Carlisle
Cooper (1919 - )
Painter Carlisle Cooper has always been concerned with the human
condition - the problem of man’s relationship to Truth and
the problem of man’s soul/psyche remaining individualistic
and triumphant over the mechanized and computerized era in which
we find ourselves. He believes that art’s important role in
this era is what it has always been in history - - to reveal man
to himself.
A native of North Carolina, Cooper attended Duke University, Chicago
Academy of Fine Arts, American Academy of Art (Chicago), the School
of the Art Institute of Chicago (B.A.E. and M.A.E. degrees) and
in the Los Angeles area, Chouinard and U.C.L.A. He has been an art
professor for many years at Ventura Community College in California.
Among his teachers, he lists Isobel McKinnon Rupprecht and Edgar
Rupprecht (who were original students and sponsors of Hans); Boris
Anisfeld, internationally known Russian painter and former set-designer
for the Metropolitan Opera House, New York; and William Mosby (graduate
of Brussels Academy of Fine Art, Belgium).
As a young man, before studying to become an artist, Mr. Cooper
originated and drew an adventure type cartoon strip, entitiled “Fighting
with Daniel Boone”. The strip was syndicated nationally by
the Chicago Tribune/NewYork daily news syndicate, appearing weekly
for several years in cities across America, including Chicago, New
York, Boston, Detroit, Los Angeles. The strip was terminated due
to Cooper’s military war service.
During the past few years Cooper has had over 25 one-man exhibitions
of his work in Southern California. In 1984, he was invited to exhibit
50 of his smaller paintings in Berlin during the annual Berlin Festwochen,
the week during which the fall and winter season opens there. Under
the auspices of the American Embassy in Germany, the exhibition
was later sent to Heidelberg, and then to Darmstadt for a month-long
showing in each city. In 1988, the artist also had another exhibition
of his small paintings in Munich, Germany. Cooper’s artisitic
exploration of the human animal continues to this day. He was recently
given 3 merit awards by the Buenaventura Art Association and has
had two 1999 exhibitions at Ventura’s Art City II.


ASSIGNMENT
For the data below, the lines that hold "pixels" should be counted; only the resulting number is expected.

Website and app data records
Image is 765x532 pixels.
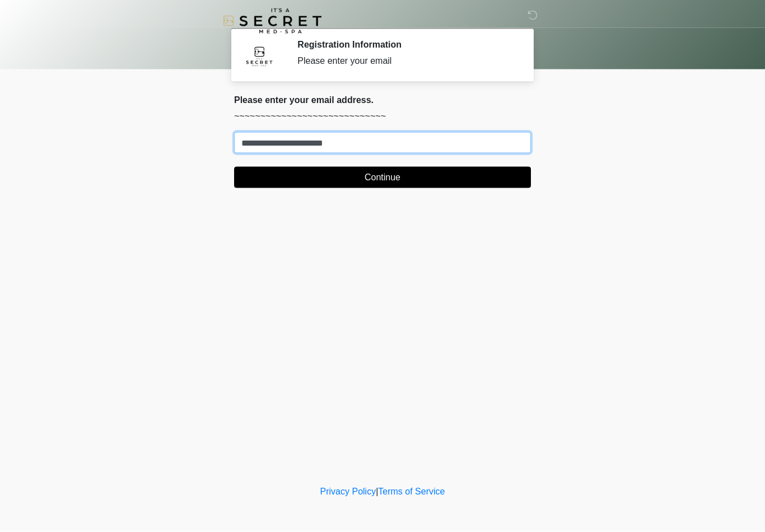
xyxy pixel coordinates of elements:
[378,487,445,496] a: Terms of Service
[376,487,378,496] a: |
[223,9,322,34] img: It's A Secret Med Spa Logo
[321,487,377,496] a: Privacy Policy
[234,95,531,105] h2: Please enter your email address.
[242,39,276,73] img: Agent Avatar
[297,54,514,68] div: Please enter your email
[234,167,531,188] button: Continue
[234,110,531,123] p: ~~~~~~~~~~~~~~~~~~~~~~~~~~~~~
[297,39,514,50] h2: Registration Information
---
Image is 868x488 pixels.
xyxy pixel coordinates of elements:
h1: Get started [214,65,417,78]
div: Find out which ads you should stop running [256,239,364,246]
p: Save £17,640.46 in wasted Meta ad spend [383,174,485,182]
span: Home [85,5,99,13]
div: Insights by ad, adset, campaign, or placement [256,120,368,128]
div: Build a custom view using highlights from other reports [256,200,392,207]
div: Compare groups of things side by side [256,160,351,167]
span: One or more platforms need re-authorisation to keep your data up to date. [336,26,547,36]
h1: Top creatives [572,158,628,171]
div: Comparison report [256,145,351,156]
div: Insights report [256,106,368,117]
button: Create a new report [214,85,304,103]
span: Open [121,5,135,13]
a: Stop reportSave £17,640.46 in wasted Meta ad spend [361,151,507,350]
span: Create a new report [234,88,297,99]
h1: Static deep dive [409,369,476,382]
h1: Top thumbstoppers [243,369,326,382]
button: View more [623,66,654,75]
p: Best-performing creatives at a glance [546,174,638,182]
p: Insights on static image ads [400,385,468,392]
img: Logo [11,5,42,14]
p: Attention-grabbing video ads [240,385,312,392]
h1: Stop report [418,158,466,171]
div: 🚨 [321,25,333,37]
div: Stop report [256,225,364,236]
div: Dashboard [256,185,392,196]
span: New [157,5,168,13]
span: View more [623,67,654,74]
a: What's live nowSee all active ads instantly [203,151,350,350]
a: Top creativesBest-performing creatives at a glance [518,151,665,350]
--
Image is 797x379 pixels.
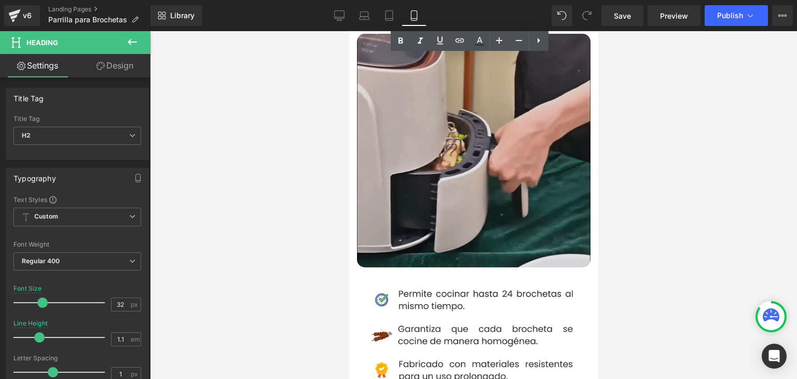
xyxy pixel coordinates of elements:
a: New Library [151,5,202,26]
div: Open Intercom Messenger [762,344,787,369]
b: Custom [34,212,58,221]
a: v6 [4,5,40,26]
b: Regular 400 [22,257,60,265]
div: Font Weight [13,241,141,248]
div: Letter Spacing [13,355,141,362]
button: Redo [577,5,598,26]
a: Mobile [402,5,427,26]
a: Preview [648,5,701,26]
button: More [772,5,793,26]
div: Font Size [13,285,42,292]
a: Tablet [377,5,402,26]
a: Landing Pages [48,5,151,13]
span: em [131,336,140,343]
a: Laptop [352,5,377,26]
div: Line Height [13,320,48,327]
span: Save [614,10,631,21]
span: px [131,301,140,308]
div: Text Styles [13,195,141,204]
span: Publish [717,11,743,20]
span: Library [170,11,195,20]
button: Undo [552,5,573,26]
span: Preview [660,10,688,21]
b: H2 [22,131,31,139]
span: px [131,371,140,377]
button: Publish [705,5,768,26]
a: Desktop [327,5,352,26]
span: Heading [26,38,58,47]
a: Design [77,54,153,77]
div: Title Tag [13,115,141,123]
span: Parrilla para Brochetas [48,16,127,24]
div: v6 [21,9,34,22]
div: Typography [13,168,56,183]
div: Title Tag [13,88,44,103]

ANSWER AREA
3